Xin Guo
Publications
Escher-Loop: Mutual Evolution by Closed-Loop Self-Referential Optimization
While recent autonomous agents demonstrate impressive capabilities, they predominantly rely on manually scripted workflows and handcrafted heuristics, inherently limiting their potential for open-ended improvement. To address this, we propose Escher-Loop, a fully closed-loop framework that operationalizes the mutual evolution of two distinct populations: Task Agents that solve concrete problems, and Optimizer Agents that recursively refine both the task agents and themselves. To sustain this self-referential evolution, we propose a dynamic benchmarking mechanism that seamlessly reuses the empirical scores of newly generated task agents as relative win-loss signals to update optimizers' scores. This mechanism leverages the evolution of task agents as an inherent signal to drive the evaluation and refinement of optimizers without additional overhead. Empirical evaluations on mathematical optimization problems demonstrate that Escher-Loop effectively pushes past the performance ceilings of static baselines, achieving the highest absolute peak performance across all evaluated tasks under matched compute. Remarkably, we observe that the optimizer agents dynamically adapt their strategies to match the shifting demands of high-performing task agents, which explains the system's continuous improvement and superior late-stage performance.
Can RL Improve Generalization of LLM Agents? An Empirical Study
Reinforcement fine-tuning (RFT) has shown promise for training LLM agents to perform multi-turn decision-making based on environment feedback. However, most existing evaluations remain largely in-domain: training and testing are conducted in the same environment or even on the same tasks. In real-world deployment, agents may operate in unseen environments with different background knowledge, observation spaces, and action interfaces. To characterize the generalization profile of RFT under such shifts, we conduct a systematic study along three axes: (1) within-environment generalization across task difficulty, (2) cross-environment transfer to unseen environments, and (3) sequential multi-environment training to quantify transfer and forgetting. Our results show that RFT generalizes well across task difficulty within an environment, but exhibits weaker transfer to unseen environments, which correlates with shifts in both semantic priors and observation/action interfaces. In contrast, sequential training yields promising downstream gains with minimal upstream forgetting, and mixture training across environments improves the overall balance. We further provide detailed analyses and deeper insights, and hope our work helps the community develop and deploy generalizable LLM agents.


▶ Exercise details
All records that follow are to be copied exactly, with images omitted.

▬▬▬▬▬▬

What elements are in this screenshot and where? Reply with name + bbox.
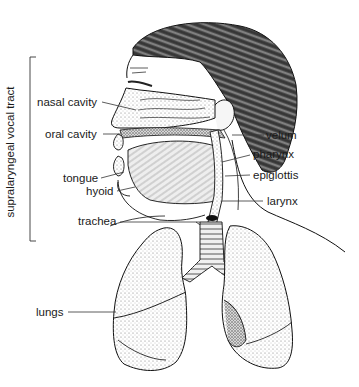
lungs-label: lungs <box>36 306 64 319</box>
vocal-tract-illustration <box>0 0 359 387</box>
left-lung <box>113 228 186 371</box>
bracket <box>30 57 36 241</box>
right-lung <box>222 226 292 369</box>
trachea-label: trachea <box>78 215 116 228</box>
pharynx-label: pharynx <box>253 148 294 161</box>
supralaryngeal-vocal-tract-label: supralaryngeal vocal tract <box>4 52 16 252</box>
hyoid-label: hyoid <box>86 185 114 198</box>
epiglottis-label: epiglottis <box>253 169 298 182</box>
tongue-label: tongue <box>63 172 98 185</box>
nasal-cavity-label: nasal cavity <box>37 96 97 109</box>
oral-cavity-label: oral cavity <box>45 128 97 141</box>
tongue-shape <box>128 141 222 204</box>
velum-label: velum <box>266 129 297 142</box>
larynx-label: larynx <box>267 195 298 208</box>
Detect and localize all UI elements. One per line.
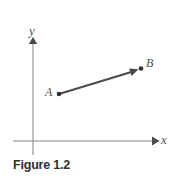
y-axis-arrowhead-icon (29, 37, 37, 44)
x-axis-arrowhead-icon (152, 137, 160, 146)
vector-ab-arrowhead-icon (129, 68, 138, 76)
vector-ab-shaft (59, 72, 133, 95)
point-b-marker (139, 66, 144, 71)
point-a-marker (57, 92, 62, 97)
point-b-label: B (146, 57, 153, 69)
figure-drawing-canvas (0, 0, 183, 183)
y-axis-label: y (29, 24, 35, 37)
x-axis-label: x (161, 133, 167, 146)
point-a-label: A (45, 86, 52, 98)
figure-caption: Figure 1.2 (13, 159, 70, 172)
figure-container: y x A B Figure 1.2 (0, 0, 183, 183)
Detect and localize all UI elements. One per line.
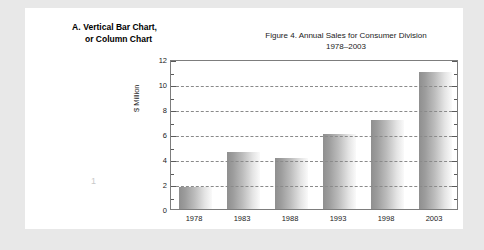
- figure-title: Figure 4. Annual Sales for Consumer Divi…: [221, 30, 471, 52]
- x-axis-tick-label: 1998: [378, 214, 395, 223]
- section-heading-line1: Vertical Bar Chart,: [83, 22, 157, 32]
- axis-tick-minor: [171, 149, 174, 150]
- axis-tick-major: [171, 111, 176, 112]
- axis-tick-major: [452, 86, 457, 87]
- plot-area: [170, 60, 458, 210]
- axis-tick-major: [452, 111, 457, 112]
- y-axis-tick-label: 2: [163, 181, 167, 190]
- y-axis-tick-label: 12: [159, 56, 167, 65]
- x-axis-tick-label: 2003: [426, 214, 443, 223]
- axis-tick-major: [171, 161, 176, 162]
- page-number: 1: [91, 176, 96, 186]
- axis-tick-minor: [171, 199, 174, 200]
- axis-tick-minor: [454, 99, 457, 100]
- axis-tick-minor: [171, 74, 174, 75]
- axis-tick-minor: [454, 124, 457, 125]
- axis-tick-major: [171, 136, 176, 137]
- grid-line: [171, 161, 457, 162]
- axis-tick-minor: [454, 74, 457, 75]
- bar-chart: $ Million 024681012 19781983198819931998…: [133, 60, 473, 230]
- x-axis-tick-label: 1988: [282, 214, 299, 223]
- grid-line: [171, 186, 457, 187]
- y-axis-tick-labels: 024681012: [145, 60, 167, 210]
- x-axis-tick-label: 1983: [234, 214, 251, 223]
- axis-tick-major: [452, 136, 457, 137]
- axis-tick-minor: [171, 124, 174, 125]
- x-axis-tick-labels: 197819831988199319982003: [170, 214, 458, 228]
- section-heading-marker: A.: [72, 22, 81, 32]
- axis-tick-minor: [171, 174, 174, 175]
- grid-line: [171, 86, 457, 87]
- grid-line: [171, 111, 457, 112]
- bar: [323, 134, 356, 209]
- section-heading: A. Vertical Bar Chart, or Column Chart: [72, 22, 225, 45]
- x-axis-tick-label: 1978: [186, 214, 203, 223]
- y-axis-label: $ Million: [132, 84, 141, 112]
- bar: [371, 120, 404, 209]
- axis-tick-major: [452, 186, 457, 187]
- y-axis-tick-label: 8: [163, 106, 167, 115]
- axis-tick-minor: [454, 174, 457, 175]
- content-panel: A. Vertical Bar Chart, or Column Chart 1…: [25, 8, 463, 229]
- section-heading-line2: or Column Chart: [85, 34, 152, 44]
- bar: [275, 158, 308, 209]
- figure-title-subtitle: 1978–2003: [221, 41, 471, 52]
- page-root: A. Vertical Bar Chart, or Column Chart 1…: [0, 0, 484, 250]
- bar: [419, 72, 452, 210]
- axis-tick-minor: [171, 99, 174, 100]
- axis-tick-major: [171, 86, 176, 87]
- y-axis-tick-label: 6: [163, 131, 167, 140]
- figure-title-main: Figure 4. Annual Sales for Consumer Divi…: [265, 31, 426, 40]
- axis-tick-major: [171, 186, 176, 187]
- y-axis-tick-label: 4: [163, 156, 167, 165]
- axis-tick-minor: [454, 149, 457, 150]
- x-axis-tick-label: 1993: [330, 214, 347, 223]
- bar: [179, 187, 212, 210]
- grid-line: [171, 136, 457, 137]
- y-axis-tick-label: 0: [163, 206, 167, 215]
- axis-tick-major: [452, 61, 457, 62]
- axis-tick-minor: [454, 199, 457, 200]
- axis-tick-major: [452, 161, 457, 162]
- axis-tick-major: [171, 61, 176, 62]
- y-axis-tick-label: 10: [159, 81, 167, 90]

▬▬▬▬▬▬

▶ Expected output
What elements are in this screenshot and where? Reply with name + bbox.
lungs-label: lungs <box>36 306 64 319</box>
vocal-tract-illustration <box>0 0 359 387</box>
left-lung <box>113 228 186 371</box>
bracket <box>30 57 36 241</box>
right-lung <box>222 226 292 369</box>
trachea-label: trachea <box>78 215 116 228</box>
pharynx-label: pharynx <box>253 148 294 161</box>
supralaryngeal-vocal-tract-label: supralaryngeal vocal tract <box>4 52 16 252</box>
hyoid-label: hyoid <box>86 185 114 198</box>
epiglottis-label: epiglottis <box>253 169 298 182</box>
tongue-label: tongue <box>63 172 98 185</box>
nasal-cavity-label: nasal cavity <box>37 96 97 109</box>
oral-cavity-label: oral cavity <box>45 128 97 141</box>
tongue-shape <box>128 141 222 204</box>
velum-label: velum <box>266 129 297 142</box>
larynx-label: larynx <box>267 195 298 208</box>
Detect and localize all UI elements. One per line.
y-axis-arrowhead-icon (29, 37, 37, 44)
x-axis-arrowhead-icon (152, 137, 160, 146)
vector-ab-arrowhead-icon (129, 68, 138, 76)
vector-ab-shaft (59, 72, 133, 95)
point-b-marker (139, 66, 144, 71)
point-a-marker (57, 92, 62, 97)
point-b-label: B (146, 57, 153, 69)
figure-drawing-canvas (0, 0, 183, 183)
y-axis-label: y (29, 24, 35, 37)
x-axis-label: x (161, 133, 167, 146)
point-a-label: A (45, 86, 52, 98)
figure-caption: Figure 1.2 (13, 159, 70, 172)
figure-container: y x A B Figure 1.2 (0, 0, 183, 183)
Detect and localize all UI elements. One per line.
- figure-title: Figure 4. Annual Sales for Consumer Divi…: [221, 30, 471, 52]
- x-axis-tick-label: 1998: [378, 214, 395, 223]
- section-heading-line1: Vertical Bar Chart,: [83, 22, 157, 32]
- axis-tick-minor: [171, 149, 174, 150]
- axis-tick-major: [171, 111, 176, 112]
- axis-tick-major: [452, 86, 457, 87]
- plot-area: [170, 60, 458, 210]
- axis-tick-major: [452, 111, 457, 112]
- y-axis-tick-label: 2: [163, 181, 167, 190]
- y-axis-tick-label: 12: [159, 56, 167, 65]
- x-axis-tick-label: 2003: [426, 214, 443, 223]
- axis-tick-major: [171, 161, 176, 162]
- page-number: 1: [91, 176, 96, 186]
- axis-tick-minor: [171, 199, 174, 200]
- axis-tick-minor: [454, 99, 457, 100]
- axis-tick-minor: [171, 74, 174, 75]
- axis-tick-minor: [454, 124, 457, 125]
- axis-tick-major: [171, 136, 176, 137]
- grid-line: [171, 161, 457, 162]
- axis-tick-minor: [454, 74, 457, 75]
- bar-chart: $ Million 024681012 19781983198819931998…: [133, 60, 473, 230]
- x-axis-tick-label: 1988: [282, 214, 299, 223]
- grid-line: [171, 186, 457, 187]
- y-axis-tick-labels: 024681012: [145, 60, 167, 210]
- x-axis-tick-label: 1983: [234, 214, 251, 223]
- axis-tick-major: [452, 136, 457, 137]
- axis-tick-minor: [171, 124, 174, 125]
- x-axis-tick-labels: 197819831988199319982003: [170, 214, 458, 228]
- section-heading-marker: A.: [72, 22, 81, 32]
- axis-tick-minor: [171, 174, 174, 175]
- grid-line: [171, 86, 457, 87]
- grid-line: [171, 111, 457, 112]
- bar: [323, 134, 356, 209]
- section-heading: A. Vertical Bar Chart, or Column Chart: [72, 22, 225, 45]
- x-axis-tick-label: 1978: [186, 214, 203, 223]
- y-axis-label: $ Million: [132, 84, 141, 112]
- bar: [371, 120, 404, 209]
- axis-tick-major: [452, 186, 457, 187]
- y-axis-tick-label: 8: [163, 106, 167, 115]
- axis-tick-minor: [454, 174, 457, 175]
- content-panel: A. Vertical Bar Chart, or Column Chart 1…: [25, 8, 463, 229]
- section-heading-line2: or Column Chart: [85, 34, 152, 44]
- bar: [275, 158, 308, 209]
- figure-title-subtitle: 1978–2003: [221, 41, 471, 52]
- page-root: A. Vertical Bar Chart, or Column Chart 1…: [0, 0, 484, 250]
- bar: [419, 72, 452, 210]
- axis-tick-minor: [171, 99, 174, 100]
- axis-tick-major: [171, 86, 176, 87]
- y-axis-tick-label: 6: [163, 131, 167, 140]
- figure-title-main: Figure 4. Annual Sales for Consumer Divi…: [265, 31, 426, 40]
- axis-tick-major: [171, 186, 176, 187]
- y-axis-tick-label: 4: [163, 156, 167, 165]
- axis-tick-minor: [454, 149, 457, 150]
- x-axis-tick-label: 1993: [330, 214, 347, 223]
- bar: [179, 187, 212, 210]
- grid-line: [171, 136, 457, 137]
- y-axis-tick-label: 0: [163, 206, 167, 215]
- axis-tick-major: [452, 61, 457, 62]
- axis-tick-minor: [454, 199, 457, 200]
- axis-tick-major: [452, 161, 457, 162]
- axis-tick-major: [171, 61, 176, 62]
- y-axis-tick-label: 10: [159, 81, 167, 90]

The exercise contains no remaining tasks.